The June 6, 1879 Evening Chronicle contained the following description of typical Leadville charcoal operations:
“…The majority of charcoal pits are about three times as high as broad and shaped like a roof; the length of wood used being about twelve feet, and the pit contains on an average, about fifty cords. Including the time required in clearing off the ground it will take five men three and one-half days to erect the pit and prepare it to be lighted.”
It seemed like the entire city was making charcoal.
“In every wooded canon [sic] near Leadville the smoke from the … kiln is seen, and stacks of wood waiting its turn,” the Chronicle continued. “It is probable that 5,000 cords are already chopped, enough for 125,000 bushels of charcoal. Good judges estimate the charcoal on hand and burning at twice as many bushels . . . The number of men employed is hard to get at, some placing its number at 5,000, others at 3,000, and it is probable that the former is on the outside and the latter the minimum figure. This does not include the men and teams employed in hauling.

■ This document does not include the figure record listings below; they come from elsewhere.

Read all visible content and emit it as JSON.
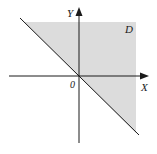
{
  "diagram": {
    "axes": {
      "x_label": "X",
      "y_label": "Y",
      "origin_label": "0"
    },
    "region": {
      "label": "D",
      "boundary_line": "y = -x",
      "fill_color": "#dcdcdc"
    },
    "colors": {
      "axis": "#1a1a1a",
      "line": "#1a1a1a",
      "background": "#ffffff"
    }
  }
}
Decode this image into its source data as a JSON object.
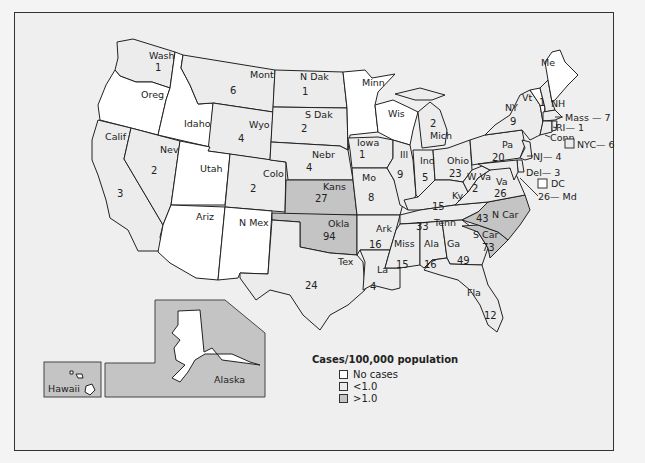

“The pay for the charcoal is sure, when it is measured at the furnace melter the hauler and burner have their money without waiting a minute. Besides the furnaces, a vast number of blacksmith shops, hotels, restaurants and assay offices increase the demand. Charcoal burning at present pays good wages, and has prospects of bigger ones in the future, as many irresponsible, inexperienced hands are going out of business.”
Several weeks later, the Chronicle issued a mid-year summary of the district’s mining and smelting activities.
“. . . Leadville smelters are each twenty-four hours taking the gold, silver and lead from five hundred tons of ore, and in doing it . . . using eight thousand five hundred bushels of charcoal. . .”
The same report noted that since May 14, a single furnace had been smelting 45 tons of ore per day for the Little Pittsburg, New Discovery, Pendery, Morning Star, Carboniferous, Vulture and Gallagher mines. The furnace owners, who planned to “blow in” a second furnace shortly, had 25,000 bushels of charcoal on hand, the newspaper added.
Leadville’s briefly-thriving charcoal industry collapsed when the arrival of the railroad in 1880 assured a steady supply of cheap coal from the mines of Frémont County.
While the hearths and pits have all but vanished, the remains of charcoal kilns scattered around Lake County stand as mute testimony to an industry that helped make Leadville’s early metals production possible.
Maybe Leadville really was built, not on gold nuggets and silver-lead carbonates, but on chunks of blackened wood. That may be something to think about if you find a lump of charcoal in your Christmas stocking this year.
Lynda La Rocca lives and writes near Leadville, and during the week or so of summer, she burns charcoal in the hibachi pot on her front porch.